There are many definitions of GIs in international
law, the TRIPS Agreement gives the following definition:
Indications which identify a good as originating in the
territory of a Member, or a region or locality in that territory, where a given quality, reputation or other characteristic of the good is essentially attributable to its geographical origin.
This essentially means that the GI represents a designation of quality and suggests a higher standard of product. The suggestion is that GIs improve the perception
of the quality of a product therefore making it more
marketable and more desirable to consumers. The EU
made a comparison of the value of GI protection in
relation to Comte cheese produced in the Jura region
of France (Agency for International Trade Information
and Cooperation 2005). The Comte cheese was GI
protected in 1993, at the time the cheese enjoyed a
20% price differential over Emmenthal produced in
Switzerland, which is not GI protected. By 2003 this
had risen to 46% and production of Comte had risen
by 3% a year. These are important facts that developing country producers and governments should take
note of.
Geographical Indications in
International Law
As mentioned above the WTO TRIPS Agreement does
contain limited reference to GIs. However, only 3 Articles out of 73 relate to GIs in the TRIPS Agreement.

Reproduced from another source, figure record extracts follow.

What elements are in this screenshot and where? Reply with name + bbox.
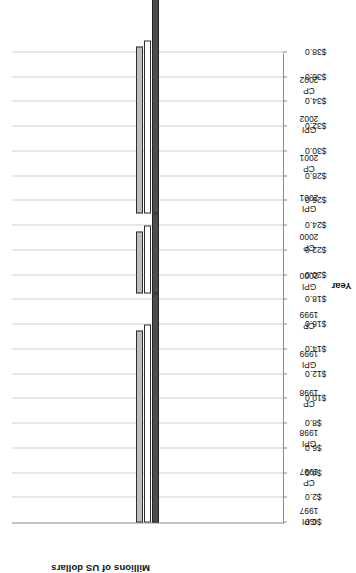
bar bbox=[152, 0, 159, 213]
bar-wrapper bbox=[144, 293, 151, 522]
bar-wrapper bbox=[152, 0, 159, 213]
category-name: GPI bbox=[302, 437, 316, 448]
category-name: CP bbox=[303, 476, 315, 487]
category-name: GPI bbox=[302, 124, 316, 135]
category-name: CP bbox=[303, 85, 315, 96]
category-name: GPI bbox=[302, 515, 316, 526]
bar-group bbox=[12, 0, 283, 213]
x-axis-tick-label: CP2002 bbox=[289, 50, 328, 96]
category-name: CP bbox=[303, 320, 315, 331]
category-year: 2001 bbox=[300, 191, 319, 202]
category-year: 1997 bbox=[300, 465, 319, 476]
y-axis-title: Millions of US dollars bbox=[0, 562, 150, 573]
x-axis-tick-label: GPI1998 bbox=[289, 402, 328, 448]
category-year: 1999 bbox=[300, 309, 319, 320]
x-axis-tick-label: GPI2001 bbox=[289, 167, 328, 213]
category-name: CP bbox=[303, 163, 315, 174]
category-year: 2002 bbox=[300, 113, 319, 124]
category-name: CP bbox=[303, 241, 315, 252]
bar-wrapper bbox=[136, 0, 143, 213]
bar-wrapper bbox=[144, 0, 151, 213]
tick-mark bbox=[283, 51, 287, 52]
bar-group bbox=[12, 293, 283, 522]
bar bbox=[136, 46, 143, 213]
bar bbox=[152, 293, 159, 522]
bar-wrapper bbox=[136, 293, 143, 522]
category-year: 2000 bbox=[300, 269, 319, 280]
category-year: 1998 bbox=[300, 426, 319, 437]
category-name: GPI bbox=[302, 359, 316, 370]
bar-wrapper bbox=[152, 293, 159, 522]
category-year: 1997 bbox=[300, 504, 319, 515]
category-year: 1999 bbox=[300, 348, 319, 359]
category-name: CP bbox=[303, 398, 315, 409]
category-year: 2002 bbox=[300, 74, 319, 85]
category-year: 2001 bbox=[300, 152, 319, 163]
category-year: 1998 bbox=[300, 387, 319, 398]
category-year: 2000 bbox=[300, 230, 319, 241]
bar bbox=[136, 330, 143, 522]
category-name: GPI bbox=[302, 202, 316, 213]
x-axis-title: Year bbox=[56, 280, 356, 291]
bar bbox=[144, 324, 151, 522]
bar bbox=[144, 40, 151, 213]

The protection afforded by the agreement is limited
and only wines and spirits have any real protection.
In Article 23 of the TRIPS Agreement, the protection
afforded to GIs on wines and spirits stops other producers of similar products from using the GI, even
with the caveats ‘like’, ‘kind’, ‘type’, ‘style’, or ‘imitation’ included in the product description (WTO 2004,
Article 23 pp. 329–30). Member states must provide
legal means (or administrative enforcement) to prevent
misuse of GIs on wines and spirits. This could be seen
as the correct standard of protection for GIs.
In the TRIPS Agreement there are loopholes in the
protection of GIs, which allow producers to continue
using a name that should be protected by a GI. These
loopholes are: the pre-registration of a product name
in a country before TRIPS came into force; the use of
GIs names that have become generic may also be pro. WTO 2004, Article 22, p. 329. For further definitions see Botha
2005 and www.geographical indications.com.
February 2008
Policy Notes
duced outside of the recognised geographic area and
those products whose names have been used in good
faith for 10 years prior to TRIPS.
These loop holes have led the EU and some developing countries to request that the rules relating to GIs be
reformed and that international law be re-configured.
Under the DDA negotiations the EU has put forward
three main reforms that would be a means to address
the loop holes. It is worth noting that many developing countries support these proposals. These reforms
include creating a global register for GIs; extension of
the Article 23 protection for wines and spirits to other
products; and ensuring market access for GI products
by removing prior trademarks and granting protection
for the real GIs that were previously used or were generic. These moves could be beneficial for products
such as specialty coffee produced in Africa.
Geographical Indications
in Developing Countries
Developing countries have not been able to recognize
the value of GIs or to use them (Grant 2005:9). However, there are some notable examples of valuable GIs
in developing countries. The Jamaican government set
up the Yallahs Valley Land Authority (YVLA) in the
1950s to help develop the eastern part of the island.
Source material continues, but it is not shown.